Editors Cynthia Bejarano and Maria Cristina Morales celebrate their new book, Frontera Madre(hood): Brown Mothers Challenging Oppression and Transborder Violence at the U.S.-Mexico Border with a panel of contributors at New Mexico State University. Panelists include Bertha Bermudez Tapia (NMSU), Paula Flores Bonilla (Cd. Juárez community activist), Paola Isabel Nava Gonzales (border artist), Taide Elena (Border Patrol Victims Network), and Marisa S. Torres (SDSU and UCSD). Other book contributors attending the event will be available for questions during the Q&A component of the presentation, and during the reception to follow.
The University bookstore will sell the book at the reception.

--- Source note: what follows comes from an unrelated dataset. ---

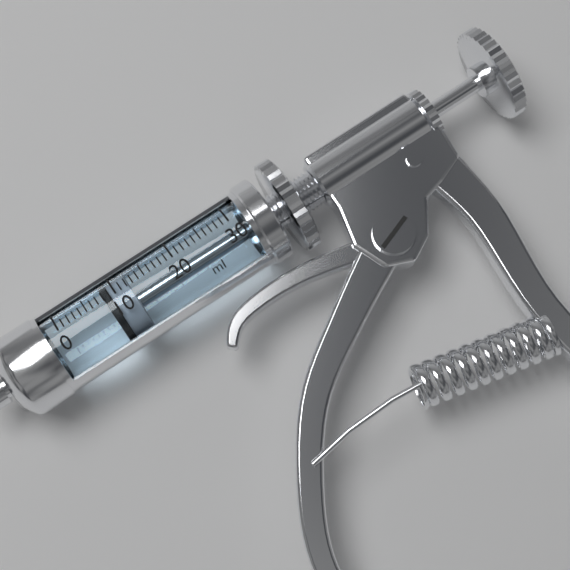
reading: 8 ml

This event is free and open to the public.
Presentations will be in English and Spanish, with simultaneous interpretation available in-person and for zoom audience members.
About the book:
The topic of mothers and mothering transcends all spaces, from popular culture to intellectual thought and critique. This collection of essays bridges both methodological and theoretical frameworks to explore forms of mothering that challenge hegemonic understandings of parenting and traditional notions of Latinx womxnhood. It articulates the collective experiences of Latinx, Black, and Indigenous mothering from both sides of the U.S.-Mexico border.
Thirty contributors discuss their lived experiences, research, or community work challenging multiple layers of oppression, including militarization of the border, border security propaganda, feminicides, drug war and colonial violence, grieving and loss of a child, challenges and forms of resistance by Indigenous mothers, working mothers in maquiladoras, queer mothering, academia and motherhood, and institutional barriers by government systems to access affordable health care and environmental justice. Also central to this collection are questions on how migration and detention restructure forms of mothering. Overall, this collection encapsulates how mothering is shaped by the geopolitics of border zones, which also transcends biological, sociological, or cultural and gendered tropes regarding ideas of motherhood, who can mother, and what mothering personifies.